WASHINGTON — The Education Department announced Monday that the high school graduation rate reached an all-time high in 2015, crediting President Barack Obama’s $4 billion Race to the Top school reform program and nearly $6 billion pre-school initiative. But some education experts and researchers say his policies may have nothing to do with the 83.2 percent graduation rate.
According to the White House, 83.2 percent of students who were freshmen four years earlier graduated from high school in 2015 — every subgroup took significant strides, with black students and English learners making the greatest improvement.
“This represents progress for the vision the president laid out when he first entered office,” said Education Secretary John King.

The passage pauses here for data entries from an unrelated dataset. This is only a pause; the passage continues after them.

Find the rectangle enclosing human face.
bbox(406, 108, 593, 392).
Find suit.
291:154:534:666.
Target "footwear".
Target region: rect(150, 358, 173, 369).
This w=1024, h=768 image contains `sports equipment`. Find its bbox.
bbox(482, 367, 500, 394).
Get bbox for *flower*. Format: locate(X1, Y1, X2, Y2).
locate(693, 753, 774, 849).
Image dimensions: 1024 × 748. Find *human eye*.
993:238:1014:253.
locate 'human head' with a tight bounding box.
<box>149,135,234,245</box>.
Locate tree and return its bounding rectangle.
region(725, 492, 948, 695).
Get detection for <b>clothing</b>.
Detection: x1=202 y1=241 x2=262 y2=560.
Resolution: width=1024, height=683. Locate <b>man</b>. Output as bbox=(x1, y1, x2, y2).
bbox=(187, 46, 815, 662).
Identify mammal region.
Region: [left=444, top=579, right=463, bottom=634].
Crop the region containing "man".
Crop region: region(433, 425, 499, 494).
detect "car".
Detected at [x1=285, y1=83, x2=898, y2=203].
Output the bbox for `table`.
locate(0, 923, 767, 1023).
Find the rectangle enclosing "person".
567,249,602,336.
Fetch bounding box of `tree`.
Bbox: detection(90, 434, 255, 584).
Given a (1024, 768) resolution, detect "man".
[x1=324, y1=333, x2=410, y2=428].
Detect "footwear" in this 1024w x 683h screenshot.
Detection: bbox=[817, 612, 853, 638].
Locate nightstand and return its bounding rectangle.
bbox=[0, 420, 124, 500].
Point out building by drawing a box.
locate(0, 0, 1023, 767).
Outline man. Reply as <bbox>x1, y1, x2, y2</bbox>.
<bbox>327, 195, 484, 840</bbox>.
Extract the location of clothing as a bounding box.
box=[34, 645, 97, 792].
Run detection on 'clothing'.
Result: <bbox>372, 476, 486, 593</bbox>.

In 2009, then-Education Secretary Arne Duncan instituted Race to the Top, which promised large grants for states that removed limits on the number of charter schools allowed, overhauled low-performing schools and created new methods to evaluate teachers based on student standardized test scores, among other measures.
The Obama administration also awarded $1.75 billion in grants to help states expand preschool programs and $4 billion to Head Start, the federal government’s 50-year-old flagship early education program.
But while high school graduation rates have risen under Obama, a leading education expert says it’s not clear that the growth was related to any of the administration’s policies. With the exception of the school years beginning in 2005 and 2006, the graduation rate has risen every year since 1999, according to the Education Week Research Center, and the rate grew more from 2006 to 2008 in the Bush presidency than in any two-year interval under Obama.
Elaine Weiss, an education researcher at the Economic Policy Institute, which promotes improving education for lower-income children and is associated with the AFL-CIO, authored a 2013 report that found Race to The Top was failing because it provided inadequate funding to fulfill outsized demands and pushed policies that didn’t address the root causes inequity.
“Our schools are actually pretty good and our schools have been consistently improving,” Weiss said, dismissing the administration’s impact.
She also noted that Congress has not approved funding to continue the program, meaning many of the state initiatives may disappear in the future.
King pointed to the Washington, D.C. school system as a leading success story for Race to the Top. The historically struggling district received $75 million in funding and had a high school graduation rate of 68.5 percent last year, a seven percentage point increase from 2014. No state has recorded that large a year-to-year increase since 2010, when the department began tracking graduation rates using the current method.
But Weiss said Race to the Top had a devastating impact on Washington, driving schools to use standardized tests for teacher evaluations, a method education experts and statisticians blasted as ineffective.
“Now there’s a big move to pull back those policies in other places because there’s increasingly broad recognition that not only don’t they work but they’re invalid and unreliable,” she said.
White House Domestic Policy Director Cecilia Muñoz also praised the Washington school system, saying it led the country in percentage of students in preschool. Under Obama, the White House has given $5.75 billion for early childhood education nationwide, and the president has pressed for a national preschool program in each of the last three State of the Union addresses.
Experts say there is little evidence for the effectiveness for preschool programs. Multiple major studies in the last 10 years have found scant evidence that pre-K, including Head Start , leads to improved academic performance past early elementary school.
In a 2015 study, Vanderbilt University researcher Dale Farran found that students admitted to Tennessee’s free pre-K program actually did worse in school than their peers. Calling for the government to fund more comparative studies to determine the best programs, Farren offered a critique she said applies for all education policy.
“We need to evaluate the money we are putting into these programs to see if they are achieving what we want from them,” Farran said.